“Big Brother” Is Such A Pejorative Term…How About “Big Uncle?”
A recent Chicago Tribune/WGN-TV poll of about 700 registered voters in Chicago found that nearly 8 in 10 approve of Mayor Daley’s plan to increase the number of video surveillance devices around the city. “The support cuts across racial and ethnic lines, with 80 percent of white respondents, 77 percent of African-Americans and 83 percent of Hispanics saying they like the cameras” reports the Trib.
According to the Trib, “the city’s surveillance network includes more than 2,000 cameras in such sites as transit stations, streets and public housing complexes. Included are about 100 police devices, featuring flashing blue lights, on utility poles in high-crime areas.”
Now, I’ve written about this before (and even got my post bumped up to the big leagues of Boing Boing, but alas, my 5 seconds of blog-fame have elapsed) but I’m more interested in your opinion.
Whaddya think?
What are the benefits?
What are the risks?
Do the benefits outweigh the risks?
For those that support these kinds of surveillance cameras, I wonder, would you want one in your “backyard?”
Im not a huge fan of extra surveilance, until there was a conversion van chases a SUV through the backyard fence, tears around the yard and then leaves.

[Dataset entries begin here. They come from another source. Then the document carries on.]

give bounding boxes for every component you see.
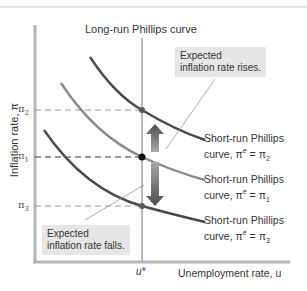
arrow-down-icon: [146, 162, 164, 206]
callout-falls-line1: Expected: [47, 228, 125, 240]
srpc-pi3-label: Short-run Phillips curve, πe = π3: [204, 214, 284, 247]
callout-falls-line2: inflation rate falls.: [47, 240, 125, 252]
srpc-pi1-label-text: curve, π: [204, 188, 243, 200]
srpc-pi2-label: Short-run Phillips curve, πe = π2: [204, 132, 284, 165]
tick-pi2: π2: [18, 103, 29, 117]
srpc-pi3-label-line1: Short-run Phillips: [204, 214, 284, 227]
srpc-pi1-label-line1: Short-run Phillips: [204, 173, 284, 186]
point-pi2: [139, 107, 145, 113]
srpc-pi1-eq: = π: [247, 188, 266, 200]
x-axis-label: Unemployment rate, u: [178, 267, 281, 280]
srpc-pi1-sub: 1: [266, 195, 270, 202]
callout-rises-line1: Expected: [180, 50, 261, 62]
srpc-pi3-sub: 3: [266, 236, 270, 243]
arrow-up-icon: [146, 124, 164, 152]
point-pi1: [139, 154, 146, 161]
tick-pi1: π1: [18, 150, 29, 164]
srpc-pi3-label-text: curve, π: [204, 229, 243, 241]
callout-rises-line2: inflation rate rises.: [180, 62, 261, 74]
tick-pi3: π3: [18, 199, 29, 213]
srpc-pi3-eq: = π: [247, 229, 266, 241]
tick-pi1-symbol: π: [18, 150, 25, 161]
srpc-pi1-label: Short-run Phillips curve, πe = π1: [204, 173, 284, 206]
lrpc-label: Long-run Phillips curve: [85, 23, 197, 36]
tick-pi3-sub: 3: [25, 205, 29, 213]
callout-falls: Expected inflation rate falls.: [42, 225, 130, 255]
tick-pi1-sub: 1: [25, 156, 29, 164]
callout-rises: Expected inflation rate rises.: [175, 47, 266, 77]
point-pi3: [139, 203, 145, 209]
tick-pi2-sub: 2: [25, 109, 29, 117]
falls-leader: [85, 185, 144, 220]
srpc-pi2-label-text: curve, π: [204, 147, 243, 159]
tick-ustar: u*: [136, 266, 145, 279]
srpc-pi2-label-line1: Short-run Phillips: [204, 132, 284, 145]
srpc-pi2-eq: = π: [247, 147, 266, 159]
tick-pi2-symbol: π: [18, 103, 25, 114]
tick-pi3-symbol: π: [18, 199, 25, 210]
srpc-pi2-sub: 2: [266, 154, 270, 161]
srpc-pi3-curve: [44, 130, 205, 222]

Cops too 1/2 hr to arrive and the offending people had too off. The neighboring donut shop just happened to have their cameras out of service.
As long as they’re not pointing at anyone’s residence, I don’t have a huge problem with it. They’re not going away anytime soon. But I don’t want one on every corner in the city.
A few months ago I was driving down Howard, towards Clark, and saw one of these with its blue lights flashing away. It was a bit eerie, cuz you knew something was up, you just didn’t know what…or who…or where. Felt like I had to be a little extra cautious.
To clarify, the blue lights flash constantly atop these things- the flashing lights don’t necessarily indicate an incident in progress.
It’s no surprise, I think, that these cameras have so far been very successful; the city has been very smart about these cameras so far, in fact, and have only installed them at intersections where public street crime is very high. As a result, crime around these camera locations has *profoundly* dropped in the last year or two, which has inspired citizens in those neighborhoods to sing the program’s praises. (I, for example, regularly deal with the one next to the Jarvis red-line stop; and I’ve been able to see with my own eyes just how much public street crime has dropped at that intersection because of this new camera.)
And that’s the problem with such programs, isn’t it? THEY WORK, which makes people embrace them in a really profound way. Of course, the Gestapo worked as well, as far as lowering street crime on the sidewalks of Germany, after the combined disaster of WWI and the Great Depression. And this is the thing we really need to worry about, I think; when such programs actually end up working well, and convinces the general public that censorship and interrogation are actually good for them. A subtle thing, maybe, but something all of us should always be on the lookout for.
In addition to the privacy issues, and while I understand the thinking behind the cameras, what I question is their effectiveness. Sure, crime has dropped at the intersections where cameras have been placed. Does this mean that the crime was prevented or that the criminals simply moved their illegal activities to a corner with no camera?
I’ve always had qualms about a “big brother” too, but there are 2 key things to remember:
1) If you are doing nothing wrong you have nothing to worry about.
2) Privacy in a Public area doesn’t really make sense.
As I stated in my original post:
“It was terribly dangerous to let your thoughts wander when you were in any public place or within range of a telescreen. The smallest thing could give you away. A nervous tic, an unconscious look of anxiety, a habit of muttering to yourself- anything that carried with it the suggestion of abnormality, of having something to hide. In any case, to wear an improper expression on your face was itself a punishable offense. There was even a word for it in Newspeak: facecrime.”